48 SIX DAYS OF WA R
UAR would join the battle the moment Syria was attacked by Israel,” Amman
Radio chided. “All Arabs know that the recent Israeli aggression against fraternal
Syria lasted several hours.” Three of the downed Syrian planes had crashed in
Jordan, the broadcast continued, and were found to be armed with wooden rock-
ets; Assad was afraid to give them real ones. No less vituperatively, the Egyptians
replied by accusing Hussein of colluding with Israel in the attack. “Jordan is
becoming a garrison of imperialism, a camp for training mercenary gangs, a re-
actionary outpost for the protection of Israel,” hounded Prime Minister Suliman.
Like his grandfather, the king was in league with the Zionists—“born agents,
raised on treason . . . Hussein works for the CIA”—Nasser harangued.
36
From this violent tussle of words, Hussein no doubt came out the bloodier.

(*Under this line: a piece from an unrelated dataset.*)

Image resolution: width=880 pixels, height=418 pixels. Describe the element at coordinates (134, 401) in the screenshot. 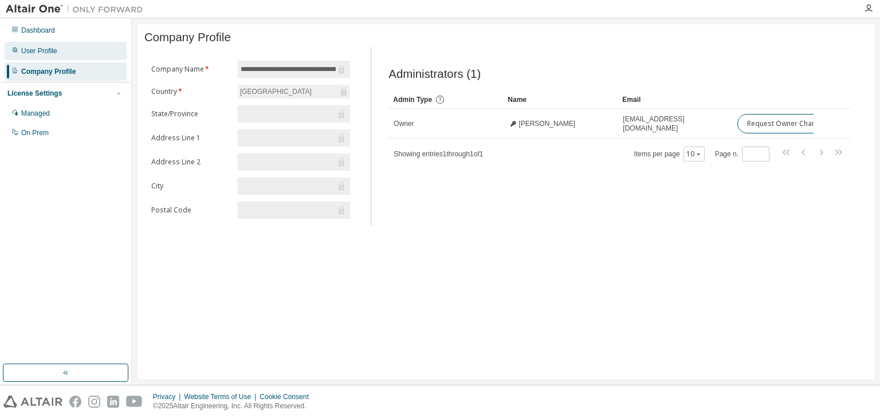

I see `img: youtube.svg` at that location.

His position, for one, was far more vulnerable than Nasser’s. Alienated from
Egypt, Syria, and Iraq, unprotected by Saudi Arabia and the other conservative
states, Jordan was poised to drop out of the Arab League, where Shuqayri had
indicted Hussein on thirty-three counts of treachery. Not a single Arab ally
would help defend Jordan from Israel, which, as Samu‘ seemed to prove, would
rather conquer the West Bank than take on Syria directly. Cornered, Hussein
fought to break out of his deepening isolation. He effected the resignation of
Wasfi al-Tall, his rabidly anti-Nasserist prime minister, and ordered a halt to
anti-Egyptian propaganda.
37
Then, on April 28, he made the extraordinary move
of inviting Egyptian Foreign Minister Mahmoud Riad, a long-standing acquain-
tance of his, to the royal palace. Taken aback by this sudden volte face, Nasser
nevertheless consented; Riad flew off to Jordan.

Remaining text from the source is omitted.